Events

Poet as Subject: The Color of Pomegranates

Moving Picture Alphabet Series

When:
Friday, January 25, 2013, 7:00pm - 7:00pm
Description:

Introduction and Q&A by Robert Bird, Associate Professor in the Department of Slavic Languages and Literatures, Cinema and Media Studies, and the College; Associate Faculty in the Divinity School.

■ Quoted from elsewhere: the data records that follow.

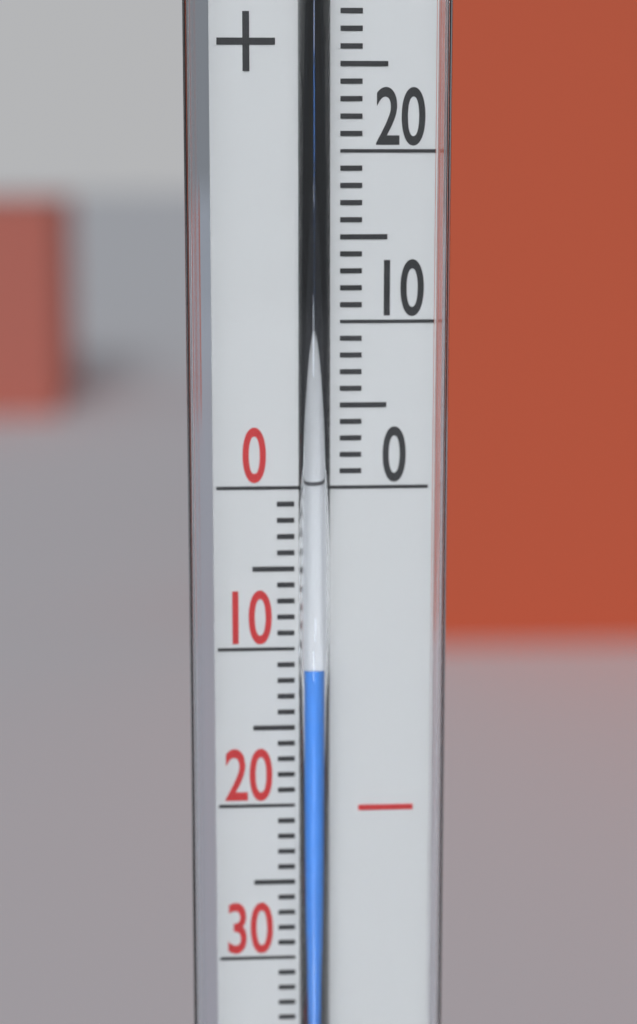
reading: -11 °C
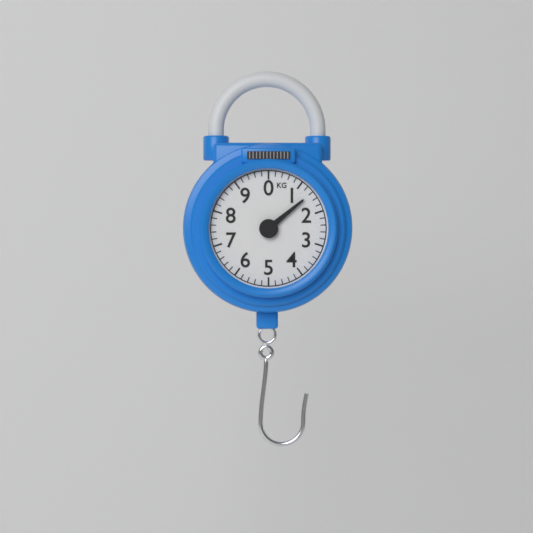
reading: 1.4 kg
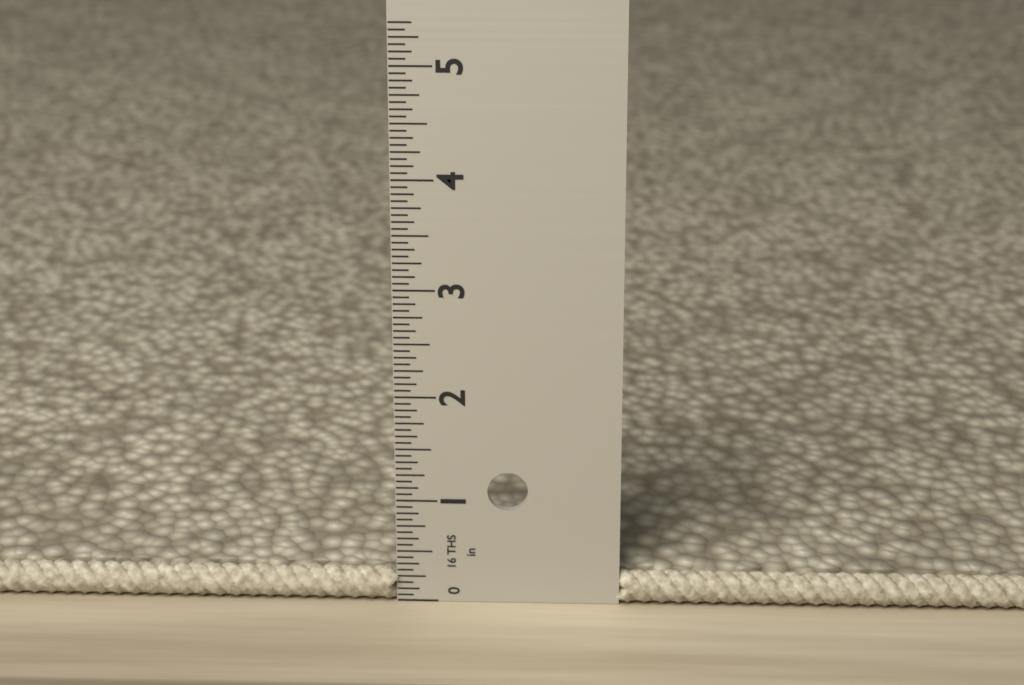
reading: 0.3125 in
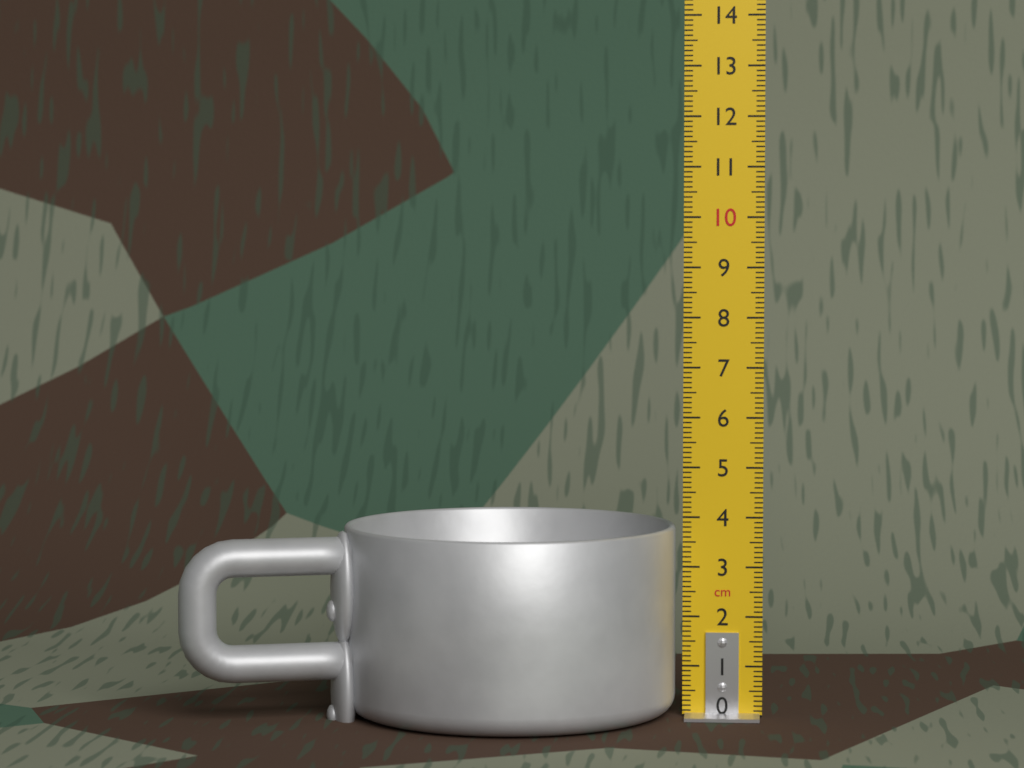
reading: 3.8 cm
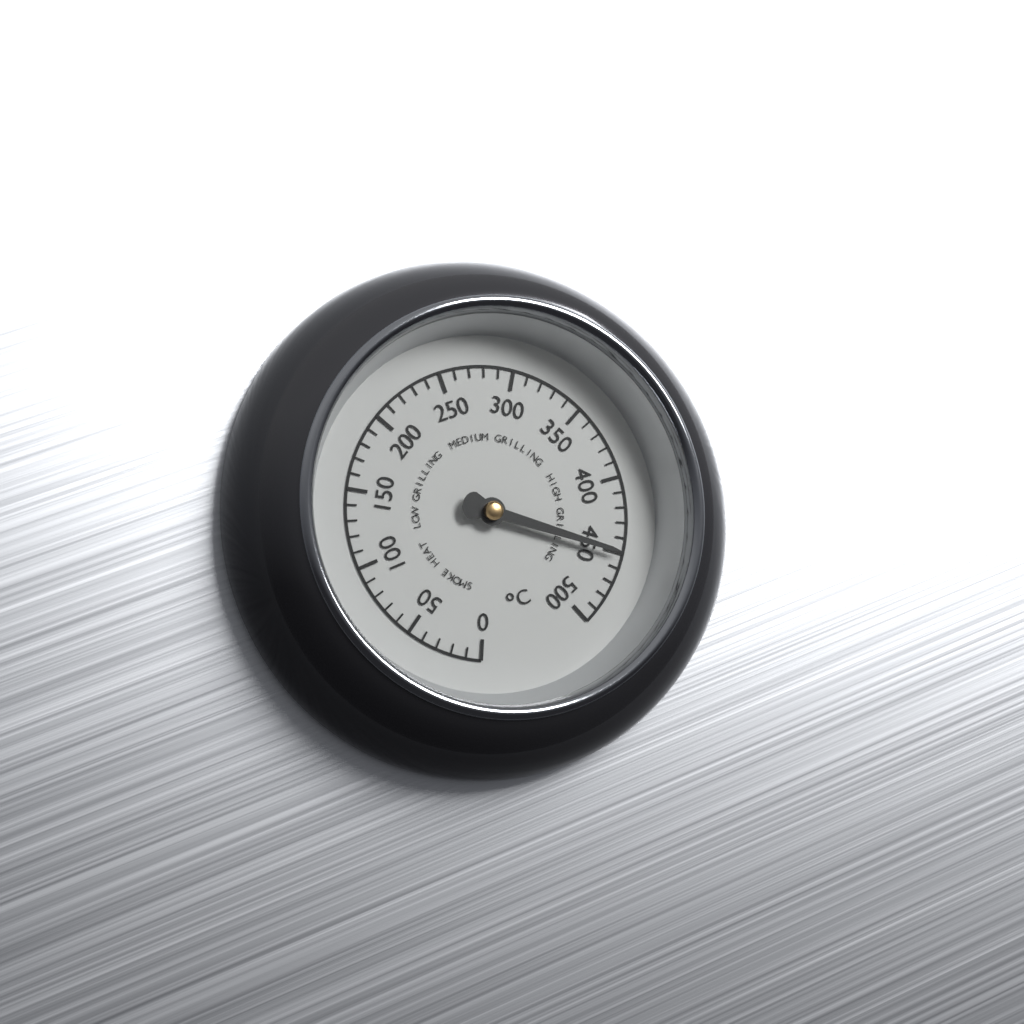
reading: 450 °C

The Color of Pomegranates could be loosely described as a “biopic” of Sayat-Nova, the 18th Century Armenian poet and troubadour, but its approach to narrative and imagery is anything but typical of that genre. Rather, the film attempts to wed cinematic style to poetic form (by way of medieval iconography) in order to create what the scholar Rahul Hamid calls “autonomous, resonant images that––like lines of poetry––stay in the mind long after the film has run its course.” A singularly beautiful and strange work.

(Sergei Parajanov, 1968, 35mm, 88 min)

Moving Picture Alphabet Series
Poets have long been drawn to the formal qualities of cinema––its motion, its scale, its imagery, its temporality. The poet Vachel Lindsay found in film the purest expression of “the human soul in action”; Frank O’Hara famously pleaded, “Mothers of America / let your kids go to the movies!” What’s far less discussed is the influence of poetry on filmmaking. This series attempts to redress this imbalance with films that encompass a wide variety of interactions between filmmakers and poets. Over the course of four Friday evenings, the contours of the “poetic film”––an overused and underexamined term in critical discourse––will resolve into a fuller historical specificity. Receptions will follow the screenings.

Curated by Richard Davis (Ph. D. student, EALC/CMS) and Stephanie Anderson (Ph.D. student, English) as a project of the Film Studies Center Graduate Student Curatorial Program. Co-sponsored by The Arts Council, The Film Studies Center, Renaissance Society, Chicago Studies, Poetry & Poetics Workshop, Poem Present and Mass Cultures Workshop.